The Freelance Creative

The Writer’s Desk: Making a Living on the Keyboard

I don’t think I’m good enough to call myself a writer. Still, there is no denying I spend at least eight hours a day in front of a keyboard, writing. Nothing too imaginative, mind you, certainly nothing resembling what a fiction writer or essayist can put down.

I find it remarkable that someone with plebian talents can actually make a sort of living doing this. That’s good, because at this stage of my life I am fit for little else.

I start every day the same way, brewing tea for my bride of 36 years and myself. I work on a laptop that I store near the bed at night so that I can start writing as we sip our tea. I split my work between custom blogging and article writing.

My background in finance gets me a few cold inquiries each week, which when coupled with topical articles lets me eke out a reasonable living. Certainly there is enough work to keep me busy all my waking hours, and it is sometimes tempting to slip in just one more article. This always results in a headache.

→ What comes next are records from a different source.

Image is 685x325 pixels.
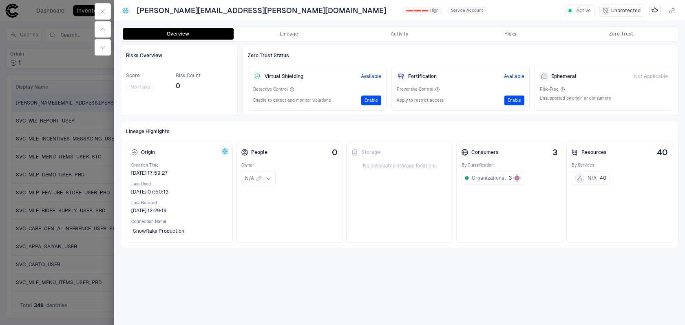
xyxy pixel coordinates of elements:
[430,8,439,13] span: High
[126,72,155,79] span: Score
[131,170,168,176] div: 25/01/2022 12:29:27 (GMT+00:00 UTC)
[126,126,673,137] div: Lineage Highlights
[130,84,150,90] span: No Risks
[609,31,633,37] div: Zero Trust
[414,10,421,11] div: 1
[131,219,228,224] span: Connection Name
[245,175,254,181] span: N/A
[133,228,184,234] span: Snowflake Production
[540,86,559,92] span: Risk-Free
[588,175,597,181] span: N/A
[572,149,607,155] div: Resources
[131,188,168,195] div: 04/08/2025 02:20:13 (GMT+00:00 UTC)
[649,5,661,16] div: Mark as Crown Jewel
[397,86,433,92] span: Preventive Control
[344,28,455,40] button: Activity
[406,10,413,11] div: 0
[253,97,331,103] span: Enable to detect and monitor violations
[221,148,228,155] div: Snowflake
[123,28,234,40] button: Overview
[131,149,155,155] div: Origin
[576,7,591,14] span: Active
[553,148,558,157] span: 3
[551,73,577,80] span: Ephemeral
[248,50,673,61] div: Zero Trust Status
[515,175,520,180] img: GB
[504,31,516,37] div: Risks
[131,170,168,176] span: [DATE] 17:59:27
[253,86,288,92] span: Detective Control
[131,224,196,237] button: Snowflake Production
[131,188,168,195] span: [DATE] 07:50:13
[634,73,668,80] span: Not Applicable
[131,207,166,214] span: [DATE] 12:29:19
[600,175,606,181] span: 40
[131,200,228,206] span: Last Rotated
[361,95,381,105] button: Enable
[241,149,268,155] div: People
[462,149,499,155] div: Consumers
[572,162,668,168] span: By Services
[408,73,437,80] span: Fortification
[504,73,524,80] span: Available
[135,4,398,17] button: [PERSON_NAME][EMAIL_ADDRESS][PERSON_NAME][DOMAIN_NAME]
[657,148,668,157] span: 40
[611,7,641,14] span: Unprotected
[462,162,558,168] span: By Classification
[265,73,303,80] span: Virtual Shielding
[397,97,444,103] span: Apply to restrict access
[122,7,129,14] div: Snowflake
[451,8,483,13] span: Service Account
[352,162,448,169] span: No associated storage locations
[241,162,338,168] span: Owner
[176,72,201,79] span: Risk Count
[332,148,338,157] span: 0
[361,73,381,80] span: Available
[509,175,512,181] span: 3
[131,162,228,168] span: Creation Time
[234,28,345,40] button: Lineage
[176,82,201,90] span: 0
[137,6,386,15] span: [PERSON_NAME][EMAIL_ADDRESS][PERSON_NAME][DOMAIN_NAME]
[472,175,506,181] span: Organizational
[126,50,232,61] div: Risks Overview
[352,149,380,155] div: Storage
[462,171,524,184] button: Organizational3GB
[540,95,611,101] span: Unsupported by origin or consumers
[422,10,429,11] div: 2
[572,171,610,184] button: N/A40
[131,207,166,214] div: 07/04/2022 06:59:19 (GMT+00:00 UTC)
[504,95,524,105] button: Enable
[131,181,228,187] span: Last Used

If you’d like to pay the bills by writing, please dive in. Write like crazy and then write some more.

My route to writing started with computers. What can I say, I love keyboards. Over the years, I collected a couple of graduate degrees and a lot experience analyzing systems and then businesses. For those of you who function well in an office environment, I send you my sincere admiration. It wasn’t my employers’ fault, I am simply temperamentally unfit for the corporate life. Only took about 30 years to figure out.

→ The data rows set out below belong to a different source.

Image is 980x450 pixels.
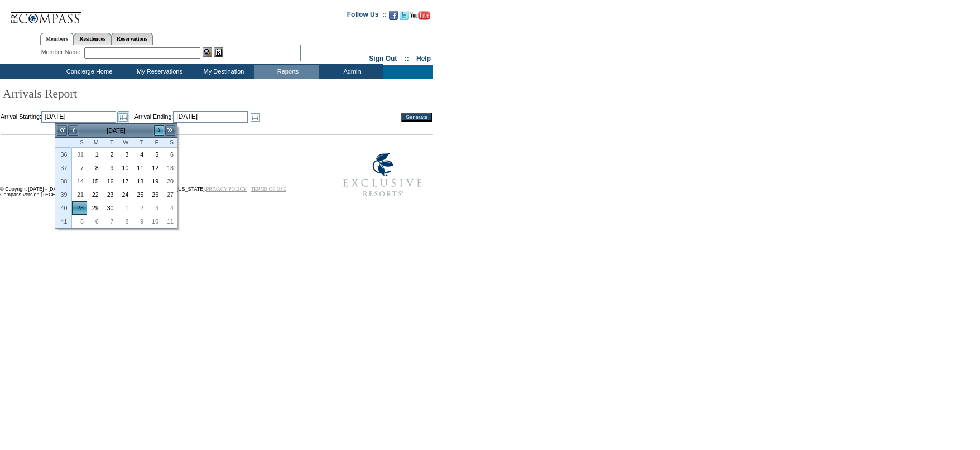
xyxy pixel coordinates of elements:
[87,161,102,174] td: Monday, September 08, 2025
[147,188,161,201] a: 26
[102,215,117,228] td: Tuesday, October 07, 2025
[117,202,132,215] td: Wednesday, October 01, 2025
[389,14,398,21] a: Become our fan on Facebook
[118,149,132,160] a: 3
[55,148,72,161] th: 36
[56,125,68,136] a: <<
[132,188,146,201] a: 25
[87,175,101,188] a: 15
[55,215,72,228] th: 41
[87,188,101,201] a: 22
[118,175,132,188] a: 17
[72,148,87,161] td: Sunday, August 31, 2025
[147,202,161,214] a: 3
[87,174,102,188] td: Monday, September 15, 2025
[72,175,86,188] a: 14
[146,138,162,148] th: Friday
[162,148,177,161] td: Saturday, September 06, 2025
[400,11,408,19] img: Follow us on Twitter
[146,174,162,188] td: Friday, September 19, 2025
[132,215,146,228] td: Thursday, October 09, 2025
[417,54,431,62] a: Help
[102,188,117,202] td: Tuesday, September 23, 2025
[126,65,190,79] td: My Reservations
[132,202,146,215] td: Thursday, October 02, 2025
[162,161,177,174] td: Saturday, September 13, 2025
[50,65,126,79] td: Concierge Home
[87,216,101,227] a: 6
[103,149,117,160] a: 2
[87,215,102,228] td: Monday, October 06, 2025
[117,148,132,161] td: Wednesday, September 03, 2025
[117,111,129,123] a: Open the calendar popup.
[55,161,72,174] th: 37
[87,162,101,174] a: 8
[87,148,102,161] td: Monday, September 01, 2025
[132,188,146,202] td: Thursday, September 25, 2025
[103,188,117,201] a: 23
[117,215,132,228] td: Wednesday, October 08, 2025
[102,174,117,188] td: Tuesday, September 16, 2025
[213,47,224,57] img: Reservations
[132,138,146,148] th: Thursday
[132,149,146,160] a: 4
[72,202,86,214] a: 28
[347,9,387,23] td: Follow Us ::
[72,202,87,215] td: Sunday, September 28, 2025
[87,202,102,215] td: Monday, September 29, 2025
[117,174,132,188] td: Wednesday, September 17, 2025
[72,188,86,201] a: 21
[146,148,162,161] td: Friday, September 05, 2025
[102,202,117,215] td: Tuesday, September 30, 2025
[162,215,177,228] td: Saturday, October 11, 2025
[72,174,87,188] td: Sunday, September 14, 2025
[79,125,153,137] td: [DATE]
[162,202,176,214] a: 4
[162,174,177,188] td: Saturday, September 20, 2025
[103,162,117,174] a: 9
[117,161,132,174] td: Wednesday, September 10, 2025
[401,113,432,121] input: Generate
[255,65,319,79] td: Reports
[87,202,101,214] a: 29
[203,47,212,57] img: View
[72,162,86,174] a: 7
[72,216,86,227] a: 5
[389,11,398,19] img: Become our fan on Facebook
[55,188,72,202] th: 39
[68,125,79,136] a: <
[404,54,409,62] span: ::
[369,54,397,62] a: Sign Out
[162,188,176,201] a: 27
[72,188,87,202] td: Sunday, September 21, 2025
[147,216,161,227] a: 10
[72,149,86,160] a: 31
[87,188,102,202] td: Monday, September 22, 2025
[162,216,176,227] a: 11
[411,11,430,19] img: Subscribe to our YouTube Channel
[132,216,146,227] a: 9
[164,125,176,136] a: >>
[132,148,146,161] td: Thursday, September 04, 2025
[1,111,386,123] td: Arrival Starting: Arrival Ending:
[118,202,132,214] a: 1
[146,202,162,215] td: Friday, October 03, 2025
[87,149,101,160] a: 1
[117,188,132,202] td: Wednesday, September 24, 2025
[162,149,176,160] a: 6
[102,148,117,161] td: Tuesday, September 02, 2025
[162,188,177,202] td: Saturday, September 27, 2025
[147,149,161,160] a: 5
[400,14,408,21] a: Follow us on Twitter
[111,33,153,44] a: Reservations
[162,202,177,215] td: Saturday, October 04, 2025
[72,215,87,228] td: Sunday, October 05, 2025
[132,174,146,188] td: Thursday, September 18, 2025
[117,138,132,148] th: Wednesday
[87,138,102,148] th: Monday
[55,174,72,188] th: 38
[74,33,111,44] a: Residences
[72,161,87,174] td: Sunday, September 07, 2025
[55,202,72,215] th: 40
[146,161,162,174] td: Friday, September 12, 2025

Which is to say that I cannot tell you how much fun it is to work my own hours, pick my topics, and make the local coffeehouse my de facto office. Perhaps from insecurity, I spend way too much time on each piece I write, and yet I wince when I come across one on the Internet. Every flaw, every piece of sloppy grammar or misplaced comma keeps me humble. Very humble.

Blogging is a roller-coaster. When I blog for myself, I say exactly what I think and sometimes its coherent. My blogs cover finance, hedge fund crime, typography, content writing and the occasional personal incident. These, of course, are signed. My commercial blogging is about 50 percent published under my name; the other half is anonymous or is my client’s name. That’s all fine with me as long as the client is pleased. The topics skew towards finance and science, but I have done regular blogs about San Diego real estate, which I’m sure is lovely, alternative treatments for allergies, automobile repair, solar devices and student loans, among others.

I cannot tell you how much fun it is to work my own hours, pick my topics, and make the local coffeehouse my de facto office.

Until recently, a large chunk of time was devoted to single topic pages for customers, posted to boost their Google search results. If you cut up an encyclopedia into a million scraps, you’d have an idea of the range of topics for the pages. The takeaway lesson is that most of your freelance writing will not stem from expertise, but rather from research. I don’t mean Wikipedia, which I love but is often wrong. Research takes half of my time. Any more and I wouldn’t be able to publish my quota. Any less and my quota wouldn’t be worth publishing.

If you’d like to pay the bills by writing, please dive in. Write like crazy and then write some more. Pick a topic or two to specialize in, tempered by the knowledge of what’s in demand what is impossible to give away. Read blogs and join forums. Pay attention to your editors. Be grateful. Enjoy.